Hidden Treasure

by | Jun 17, 2022

These summer days remind me of a lesson my young son taught me about hidden treasures…

As we walked into the state park office our kids wandered into the camp store filled with books, guides, colorful stuffed animals, and shiny steel sticks for roasting marshmallow over the fire.  Holding a dirty, bumpy, little-bigger-than-golf-ball sized rock my ten-year-old son looked at me and pleaded, “Can we get this?”  Five dollars.  My response was “No, we are not going to spend five dollars on a rock.”  In his persistent young voice he replied,  “But Mom, the sign says it’s a geode.  Don’t you know what a geode is?  There is a treasure inside.”  My resolve turned to dust. We carried the five-dollar rock out of the store.

Back at the campsite after multiple supervised attempts using the back side of an ax, my son broke open the exterior armor of the geode. He was right.

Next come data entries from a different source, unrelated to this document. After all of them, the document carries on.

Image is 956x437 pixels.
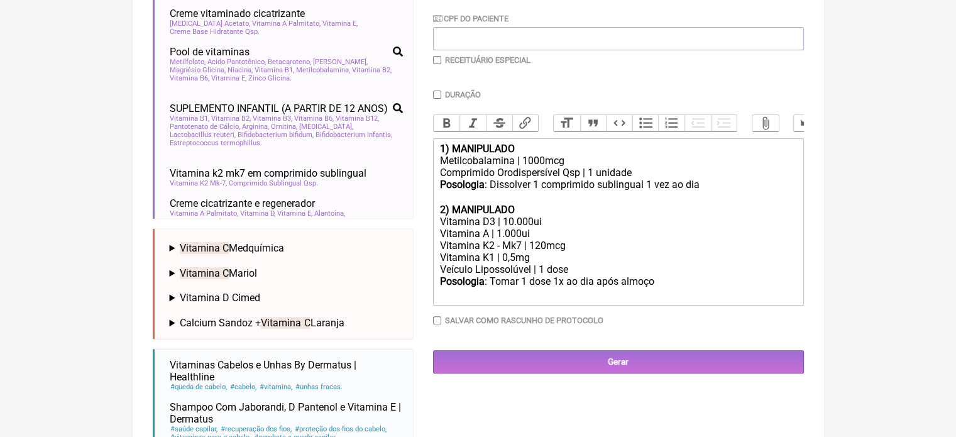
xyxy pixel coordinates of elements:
[512,115,539,131] button: Link
[240,209,275,217] span: Vitamina D
[227,66,253,74] span: Niacina
[445,90,481,99] label: Duração
[252,19,320,28] span: Vitamina A Palmitato
[248,74,292,82] span: Zinco Glicina
[314,209,345,217] span: Alantoína
[296,66,350,74] span: Metilcobalamina
[313,58,368,66] span: [PERSON_NAME]
[170,383,227,391] span: queda de cabelo
[352,66,391,74] span: Vitamina B2
[242,123,269,131] span: Arginina
[294,114,334,123] span: Vitamina B6
[268,58,311,66] span: Betacaroteno
[180,242,284,254] span: Medquímica
[170,19,250,28] span: [MEDICAL_DATA] Acetato
[170,46,249,58] span: Pool de vitaminas
[170,8,305,19] span: Creme vitaminado cicatrizante
[439,216,796,227] div: Vitamina D3 | 10.000ui
[439,263,796,275] div: Veículo Lipossolúvel | 1 dose
[170,267,403,279] summary: Vitamina CMariol
[658,115,684,131] button: Numbers
[170,58,205,66] span: Metilfolato
[711,115,737,131] button: Increase Level
[211,74,246,82] span: Vitamina E
[315,131,392,139] span: Bifidobacterium infantis
[170,167,366,179] span: Vitamina k2 mk7 em comprimido sublingual
[170,197,315,209] span: Creme cicatrizante e regenerador
[439,167,796,178] div: Comprimido Orodispersível Qsp | 1 unidade
[170,401,401,425] span: Shampoo Com Jaborandi, D Pantenol e Vitamina E | Dermatus
[336,114,379,123] span: Vitamina B12
[554,115,580,131] button: Heading
[229,179,318,187] span: Comprimido Sublingual Qsp
[170,123,240,131] span: Pantotenato de Cálcio
[439,275,796,300] div: : Tomar 1 dose 1x ao dia após almoço ㅤ
[180,242,229,254] span: Vitamina C
[170,209,238,217] span: Vitamina A Palmitato
[180,267,229,279] span: Vitamina C
[170,74,209,82] span: Vitamina B6
[486,115,512,131] button: Strikethrough
[445,55,530,65] label: Receituário Especial
[439,143,514,155] strong: 1) MANIPULADO
[180,317,344,329] span: Calcium Sandoz + Laranja
[211,114,251,123] span: Vitamina B2
[170,217,260,226] span: Creme Base Hidratante Qsp
[606,115,632,131] button: Code
[277,209,312,217] span: Vitamina E
[170,425,218,433] span: saúde capilar
[439,239,796,251] div: Vitamina K2 - Mk7 | 120mcg
[170,242,403,254] summary: Vitamina CMedquímica
[170,114,209,123] span: Vitamina B1
[170,28,260,36] span: Creme Base Hidratante Qsp
[180,292,260,304] span: Vitamina D Cimed
[170,292,403,304] summary: Vitamina D Cimed
[207,58,266,66] span: Acido Pantotênico
[261,317,310,329] span: Vitamina C
[229,383,257,391] span: cabelo
[253,114,292,123] span: Vitamina B3
[684,115,711,131] button: Decrease Level
[439,275,484,287] strong: Posologia
[439,178,484,190] strong: Posologia
[238,131,314,139] span: Bifidobacterium bifidum
[271,123,297,131] span: Ornitina
[255,66,294,74] span: Vitamina B1
[439,155,796,167] div: Metilcobalamina | 1000mcg
[170,139,262,147] span: Estreptococcus termophillus
[170,66,226,74] span: Magnésio Glicina
[294,425,387,433] span: proteção dos fios do cabelo
[580,115,606,131] button: Quote
[220,425,292,433] span: recuperação dos fios
[439,227,796,239] div: Vitamina A | 1.000ui
[322,19,358,28] span: Vitamina E
[170,102,388,114] span: SUPLEMENTO INFANTIL (A PARTIR DE 12 ANOS)
[299,123,353,131] span: [MEDICAL_DATA]
[439,178,796,204] div: : Dissolver 1 comprimido sublingual 1 vez ao dia ㅤ
[439,204,514,216] strong: 2) MANIPULADO
[170,131,236,139] span: Lactobacillus reuteri
[459,115,486,131] button: Italic
[170,359,356,383] span: Vitaminas Cabelos e Unhas By Dermatus | Healthline
[632,115,659,131] button: Bullets
[180,267,257,279] span: Mariol
[433,14,508,23] label: CPF do Paciente
[170,317,403,329] summary: Calcium Sandoz +Vitamina CLaranja
[259,383,293,391] span: vitamina
[445,315,603,325] label: Salvar como rascunho de Protocolo
[752,115,779,131] button: Attach Files
[170,179,227,187] span: Vitamina K2 Mk-7
[439,251,796,263] div: Vitamina K1 | 0,5mg
[295,383,343,391] span: unhas fracas
[433,350,804,373] input: Gerar
[794,115,820,131] button: Undo
[434,115,460,131] button: Bold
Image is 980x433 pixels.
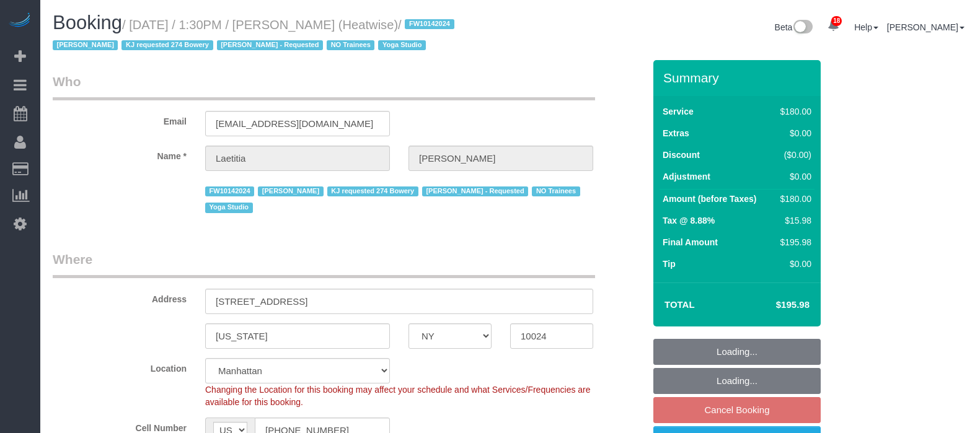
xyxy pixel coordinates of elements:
a: [PERSON_NAME] [887,22,964,32]
strong: Total [664,299,695,310]
legend: Who [52,73,595,100]
span: Yoga Studio [206,203,253,213]
span: FW10142024 [206,187,254,196]
div: $0.00 [775,170,811,183]
span: NO Trainees [327,40,375,50]
label: Final Amount [662,236,717,248]
a: Beta [774,22,813,32]
label: Address [43,288,196,305]
span: KJ requested 274 Bowery [121,40,213,50]
span: [PERSON_NAME] - Requested [217,40,323,50]
label: Adjustment [662,170,710,183]
h4: $195.98 [739,300,809,310]
input: City [206,323,390,348]
legend: Where [52,250,595,278]
div: $0.00 [775,127,811,139]
label: Service [662,105,693,118]
span: Changing the Location for this booking may affect your schedule and what Services/Frequencies are... [206,384,590,407]
img: Automaid Logo [7,12,32,30]
span: NO Trainees [532,187,579,196]
label: Discount [662,148,700,161]
img: New interface [792,20,813,35]
label: Email [43,111,196,128]
input: Zip Code [510,323,593,348]
a: Help [854,22,878,32]
input: Last Name [408,146,593,171]
div: ($0.00) [775,148,811,161]
label: Amount (before Taxes) [662,192,756,205]
span: 18 [831,16,842,26]
h3: Summary [663,71,815,85]
input: First Name [206,146,390,171]
label: Tax @ 8.88% [662,215,715,227]
input: Email [206,111,390,136]
span: [PERSON_NAME] - Requested [422,187,528,196]
label: Location [43,357,196,374]
label: Extras [662,127,689,139]
span: FW10142024 [405,20,454,29]
a: 18 [821,12,845,39]
label: Tip [662,258,675,270]
div: $0.00 [775,258,811,270]
span: Yoga Studio [378,40,426,50]
span: Booking [52,12,122,34]
div: $180.00 [775,192,811,205]
div: $195.98 [775,236,811,248]
span: KJ requested 274 Bowery [327,187,419,196]
span: [PERSON_NAME] [52,40,118,50]
small: / [DATE] / 1:30PM / [PERSON_NAME] (Heatwise) [52,18,458,52]
div: $15.98 [775,215,811,227]
span: [PERSON_NAME] [258,187,323,196]
div: $180.00 [775,105,811,118]
label: Name * [43,146,196,162]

There was a treasure inside.  A mass of tiny, creamy white crystals, like miniature rolling hills, nestled in the hollow center of the rock.  With “oos” and “aahs” we took turns admiring the interior of our now broken five-dollar rock.  Formed over thousands of years, the crystals had been created by minerals deposited into the hollow space protected by the hard exterior.  When the light reached it, the geode transformed to reveal a sparkling hidden treasure.

Like the geode, we develop an exterior armor early in life meant to protect us from suffering.  As an Enneagram teacher I understand this protective armor to be our Enneagram type—deeply rooted patterns and habits of feeling, thinking, and behaving.  We are unaware that in an effort to protect us, these patterns also limit our growth and receptivity to the Divine.  We are deceived into believing that the patterns of our type are inherent to who we are.  Awareness gives us the ability to strategically swing an ax of compassion aimed at the hard exterior armor of our Enneagram type to disrupt the deeply rooted type patterns.  Just as with the bumpy five-dollar rock, with persistence that armor can be broken open allowing the light to illuminate what is hidden under the hard exterior—a sparkling treasure of inner wisdom, authenticity, and true self.